CREATE account:1, account:2, account:3, account:normal1, account:normal2;
RELATE account:1->sent->account:2 SET amount = 10000, at = time::now();
RELATE account:2->sent->account:3 SET amount = 8000, at = time::now();
RELATE account:3->sent->account:1 SET amount = 7000, at = time::now();
RELATE account:normal1->sent->account:normal2 SET amount = 500, at = time::now();
(SELECT * FROM sent WHERE time::now() - at < 7d).filter(|$transaction| {
LET $in = $transaction.in.id;
($in.{..+shortest=$in}->sent->account).len() > 2
});
The arrow chain ->sent->account
is traversed with the shortest
algorithm to look for paths in which the sender itself is found in a loop that is at least three accounts in length and complete within a week.
Rules catch known patterns; machine‑learning surfaces unknown ones by scoring the likelihood a transaction is fraudulent based on many features.
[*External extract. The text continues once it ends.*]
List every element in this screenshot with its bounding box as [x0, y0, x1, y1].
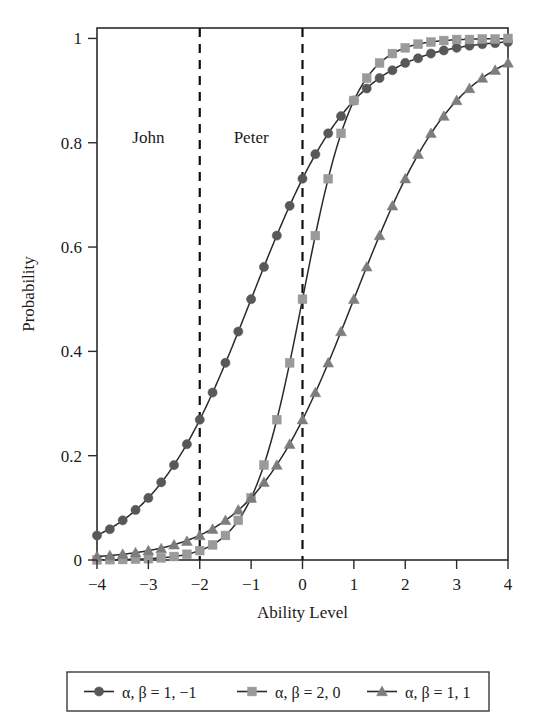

SurrealML embeds ONNX runtime in the database, allowing you to run any ML model in SurrealDB to.
Assume you’ve exported a gradient‑boosted tree to fraud_gbt.surml
.
IMPORT MODEL FROM file://fraud_gbt.surml AS fraud_gbt<1.0>;
SELECT
id,
amount,
ml::fraud_gbt<1.0>({
amount,
hour : time::hour(created_at),
country : country,
device_deg : (SELECT count() FROM device<-used_by<-person<-owns WHERE owns.id = in),
behaviour : behaviour_vec
}) AS fraud_prob
FROM transaction
WHERE created_at > time::now() - 5m
AND fraud_prob > 0.85
LIVE 10;
The query imports the model once, then scores every new transaction in near real‑time. Analysts subscribing to this live feed see only high‑risk events (probability > 85%).
A fraud detection solution in SurrealDB looks something like this:
Ingest: ingest financial transaction data into SurrealDB.
Score: ml::fraud_gbt
assigns a probability, stored back in the same row.
Alert: a LIVE SELECT
stream pushes high‑risk rows to a web dashboard.
Investigate: analysts traverse the surrounding graph to confirm or dismiss.
Feedback: confirmed fraud updates the label
field, feeding the next model retrain.
Sign-up to Surreal Cloud and get started in minutes with our Docs. Join our Discord community, check out our SurrealDB University Fundamentals course, or Contact Us if you need help! In our next blog posts, we’ll explore how you can seamlessly use SurrealDB as storage (structured and unstructured data) and memory layers to integrate it with LLMs and build Agentic AI solutions.